DevOps Lesson 4: Docker
Docker packages your app and ALL its dependencies into a container. “Works on my machine” becomes “works everywhere.” The most important DevOps skill.
Key Concepts
// Image: blueprint (like a class)
// Container: running instance (like an object)

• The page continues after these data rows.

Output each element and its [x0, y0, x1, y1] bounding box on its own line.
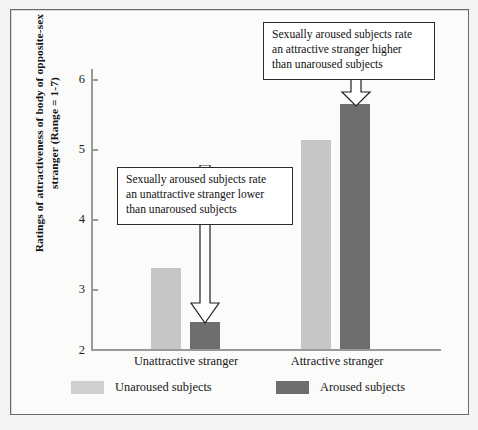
- callout-unattractive-line-3: than unaroused subjects: [126, 203, 284, 218]
- y-tick-label-3: 3: [61, 282, 85, 297]
- chart-frame: Ratings of attractiveness of body of opp…: [10, 9, 469, 415]
- y-tick-5: [91, 149, 98, 151]
- callout-attractive-line-3: than unaroused subjects: [272, 58, 426, 73]
- y-tick-4: [91, 219, 98, 221]
- y-axis-title: Ratings of attractiveness of body of opp…: [32, 13, 62, 253]
- x-axis-line: [91, 349, 441, 351]
- callout-unattractive-line-2: an unattractive stranger lower: [126, 188, 284, 203]
- legend-item-aroused: Aroused subjects: [276, 380, 405, 395]
- legend-item-unaroused: Unaroused subjects: [71, 380, 212, 395]
- callout-unattractive: Sexually aroused subjects rate an unattr…: [117, 167, 293, 225]
- x-category-label-attractive: Attractive stranger: [267, 354, 407, 369]
- chart-legend: Unaroused subjects Aroused subjects: [71, 380, 471, 402]
- y-tick-6: [91, 79, 98, 81]
- bar-unattractive-aroused: [190, 322, 220, 349]
- y-tick-label-5: 5: [61, 142, 85, 157]
- callout-arrow-attractive-icon: [338, 77, 374, 107]
- x-category-label-unattractive: Unattractive stranger: [111, 354, 261, 369]
- bar-attractive-aroused: [340, 104, 370, 349]
- y-tick-2: [91, 349, 98, 351]
- callout-attractive-line-2: an attractive stranger higher: [272, 43, 426, 58]
- legend-swatch-unaroused-icon: [71, 381, 104, 394]
- bar-attractive-unaroused: [301, 140, 331, 349]
- y-axis-line: [91, 69, 93, 351]
- callout-unattractive-line-1: Sexually aroused subjects rate: [126, 173, 284, 188]
- y-tick-3: [91, 289, 98, 291]
- legend-swatch-aroused-icon: [276, 381, 309, 394]
- legend-label-aroused: Aroused subjects: [320, 380, 405, 395]
- y-tick-label-2: 2: [61, 343, 85, 358]
- y-tick-label-4: 4: [61, 212, 85, 227]
- callout-attractive: Sexually aroused subjects rate an attrac…: [263, 22, 435, 80]
- legend-label-unaroused: Unaroused subjects: [115, 380, 212, 395]
- y-tick-label-6: 6: [61, 72, 85, 87]
- plot-area: Ratings of attractiveness of body of opp…: [11, 10, 468, 414]
- bar-unattractive-unaroused: [151, 268, 181, 349]
- callout-attractive-line-1: Sexually aroused subjects rate: [272, 28, 426, 43]
- figure-canvas: Ratings of attractiveness of body of opp…: [0, 0, 478, 430]
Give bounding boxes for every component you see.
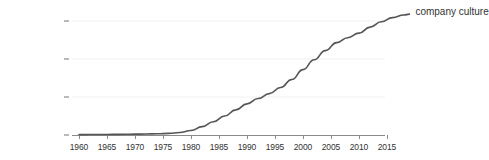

// Dockerfile: recipe for building an image
// Registry: storage for images (Docker Hub, ECR, GCR)
Dockerfile
# Dockerfile
FROM node:20-alpine # base image
WORKDIR /app # set working directory
COPY package*.json ./ # copy package files
RUN npm install # install dependencies
COPY . . # copy source code
RUN npm run build # build app
EXPOSE 3000 # document the port
CMD ["node", "dist/app.js"] # start command
Docker Commands
# Build image
docker build -t myapp:1.0 .
# Run container
docker run -p 3000:3000 myapp:1.0
docker run -d --name myapp -p 3000:3000 myapp:1.0 # detached
# Manage containers
docker ps # list running
docker ps -a # list all (including stopped)
docker logs myapp # view logs
docker exec -it myapp sh # shell into running container
docker stop myapp
docker rm myapp
# Images
docker images
docker rmi myapp:1.0
docker pull nginx:latest
docker push myapp:1.0 # push to registry
Multi-stage Build
# Smaller production image
FROM node:20 AS builder
WORKDIR /app
COPY . .
RUN npm install && npm run build
# Final stage: only runtime
FROM node:20-alpine
WORKDIR /app
COPY --from=builder /app/dist ./dist
COPY --from=builder /app/node_modules ./node_modules
CMD ["node", "dist/app.js"]
# Result: 200MB instead of 1GB!
🏋️ Practice Task
Dockerize your Node.js API from the Node.js course. Write a Dockerfile. Build the image. Run it. Verify /api/tasks works at localhost:3000. Use multi-stage build to minimize image size. Check: docker images to see the size difference.